High bankruptcy rates, increased credit card debt, and identity theft make it imperative that all of us take an active role in providing financial and economic education during all stages of one's life.
The people of South and Central Texas and the Coastal Bend need jobs, they need health care, they need water infrastructure improvements, they need a quality education, and they need the resources to keep our borders safe and secure.
Universal suffrage should rest upon universal education. To this end, liberal and permanent provision should be made for the support of free schools by the State governments, and, if need be, supplemented by legitimate aid from national authority.
Providing better computer science education in public schools to kids, and encouraging girls to participate, is the only way to rewrite stereotypes about tech and really break open the old-boys' club.
In 'Unfair Advantage: The Power of Financial Education' and 'Why A Students Work for C Students,' I reveal the secrets of the wealthy and what schools will never teach you about money.
I suggest that those groups whose culture and values stress delayed gratification - education, hard work, success, and ambition - are those groups that succeed in America, regardless of discrimination.
I've always been a big supporter of the Surfrider Foundation. I started my own foundation, Rob Machado Foundation, which focuses on environmental education for the little people of the world.
I am what I am thanks to my mother, my father, my brother, my sister... because they have given me everything. The education I have is thanks to them.
Reforming public education, cutting property taxes, fixing adult and child protective services and funding our budget can all occur when Democrats and Republicans engage in consensus and cooperation - not cynicism and combat.
Learning about all those different things psychologically - about grief and my own addictions and problems and stuff like that, and really getting an education on it, I think it was part of the process of it, learning about it and trying to lick it.
I looked at No Child Left Behind after it was enacted and saw what happened and saw the expansion of the federal government and the role of education. And I said, you know, that was - that's not what I believe in.
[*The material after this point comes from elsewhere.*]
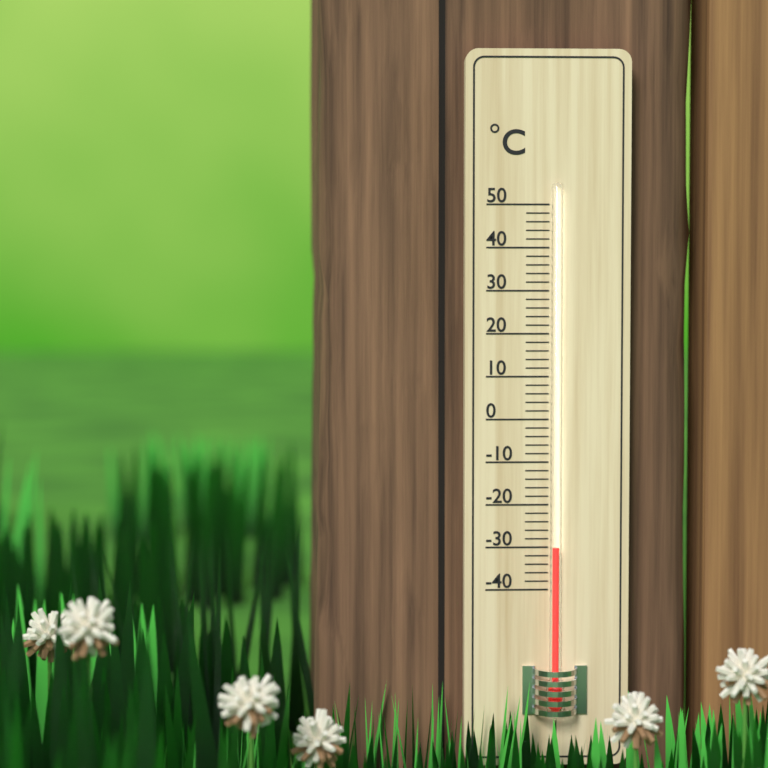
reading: -30 °C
My job is to make sure that if you're a family in Florida, your children can get a good education and you have the opportunity for a job. That's my job and that's what I think about every day.
I was never close to Jerry Falwell because he had his ministry, I had mine. And we came from different theological training and from a different psychological education.
The Vietnam War was causing people to get drafted; I had received a deferment to finish my undergraduate education, and in order to continue to get a deferment, you had to go to graduate school.
My parents always knew that I wanted to act, so it didn't really come as a big surprise. The only thing they told me was that I had to wait until I was 18 so I could get my education out of the way first.
You can only learn so much from books. You can only learn so much from education. Ultimately, it is the wisdom of God that will carry you through in the toughest situations of life.
When we home schooled my oldest, Jasper, in eighth grade, I saw how empowering it is for a child to learn in their own way. That rebooted my thinking about education.
I think that you have to do everything you can do to empower girls when they are young, from their education, to their successful independence, to their sexual self-knowledge.
And really, the basis, I think, of achieving some success in what I want to do today comes from my mother's push to get me to read and to make something of myself from the standpoint of an education.
The chalkboards are no longer cutting it. We've got to adapt education at every level to this new paradigm to keep our kids competitive. Affordability of technology has to be at the forefront of everything we do.
I would say that something important for me and for my generation in Northern Ireland was the 1947 Education Act, which allowed students who won scholarships to go on to secondary schools and thence to university.